On Democracy Village, the Government of the Dead had its initial brush with royal power at the State Opening of Parliament on May 25. As the royal carriage rolled by, Queen Tracy, a homeless woman of regal bearing, dressed in Elizabethan costume, delivered an Alternative Queen’s Speech, drowned out by the tolling of Westminster Abbey’s bells.
This was truly a ‘world turned upside down’ with those lying in the gutter looking at the stars. Royalty channels cosmic alignment between heaven and earth, ensuring that monarch and people move in step through cycles and seasons to keep the cosmos turning, bring the rains, and make the kingdom fertile. According to Max Gluckman’s thesis on rituals of rebellion in traditional sacred systems, where the system itself is not in dispute, dramas of rebellion and role reversal turn the world upside down only to return it right back to where it was before. The implication is that if the rebellious ritual is not tolerated, as ours wasn’t, the system does not at all feel sure of itself.
As the medieval lower strata of grotesque revelry mirrored and symbolically destroyed the authority of officialdom, the ritual shadow world demands its fair share of power. The Government of the Dead as Rabelaisian agitprop asserts its rites in polarity to the rigid ceremonial of royal protocol. The slogan of the Government of the Dead – ‘the only good government is a dead government’ – sounds fundamentally anarchist. Yet it derives from an idea common to many cultures across the world. Those who live in the world, eating, drinking, having sex, are susceptible to the temptations of the flesh; only once dead, as ancestors, can they be trusted. To join the Government, you must be dead. We agitators are mere agents, our comings and goings governed by lunar time and tide. The Government of the Dead seeks to restore lunarchy – rule by the Moon – to humanity, with ritual, sexual and economic exchange switching by lunar phase. Let the shadow world Government take the power for one phase, say waxing moon, the official world in waning.

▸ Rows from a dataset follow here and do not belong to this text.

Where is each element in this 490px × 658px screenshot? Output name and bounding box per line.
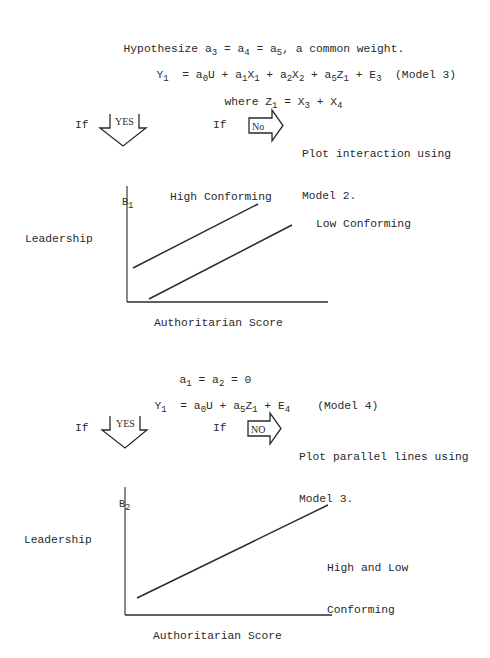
chart-1-x-label: Authoritarian Score (154, 316, 283, 330)
chart-1-low-conforming-label: Low Conforming (316, 217, 411, 231)
chart-1-high-conforming-label: High Conforming (170, 190, 272, 204)
chart-2-y-label: Leadership (24, 533, 92, 547)
chart-1-high-conforming-line (133, 204, 258, 268)
chart-2-line-label: High and Low Conforming (327, 533, 408, 631)
chart-1-y-label: Leadership (25, 232, 93, 246)
yes-box-label-2: YES (116, 418, 135, 429)
chart-2-combined-line (137, 505, 328, 598)
no-box-label-2: NO (251, 424, 265, 435)
chart-1-low-conforming-line (149, 225, 292, 299)
yes-box-label: YES (115, 116, 134, 127)
no-box-label: No (252, 121, 264, 132)
chart-2-x-label: Authoritarian Score (153, 629, 282, 643)
chart-2 (125, 487, 332, 615)
chart-2-y-symbol: B2 (107, 484, 130, 515)
chart-1-y-symbol: B1 (110, 182, 133, 213)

When the Government was informed of the date set for William Wales and Catherine Middleton’s marriage, it was aghast. The dying days of the moon of April prior to Mayday was cosmologically catastrophic! No truly royal couple can marry fruitfully except at full moon, the honeymoon time. Dark moon conjures menstrual blood, kinship, witchcraft – all antithetical to marriage. Mayday is the time of popular fertility rite, not sex between newly weds, but group sex of the lads and lasses in the woods and fields. The Government realized it had a cosmic duty to supply the necessary erotic elements to avert this threat to fecundity. We scribbled down the ritual formula: Royal Wedding + Mayday holiday = Right Royal Orgy. How this was to be achieved, the agents weren’t certain, but it had compelling logic. In the event, the Zombie Group Wedding, Queer Resistance Flashmob and fertility rites around the statue of Eros promised a solution.
Except the event was prevented; the agents of zombie orgy chucked in a dungeon; the guillotine impounded under counter-terrorism laws. The Government of the Dead is now gravely displeased.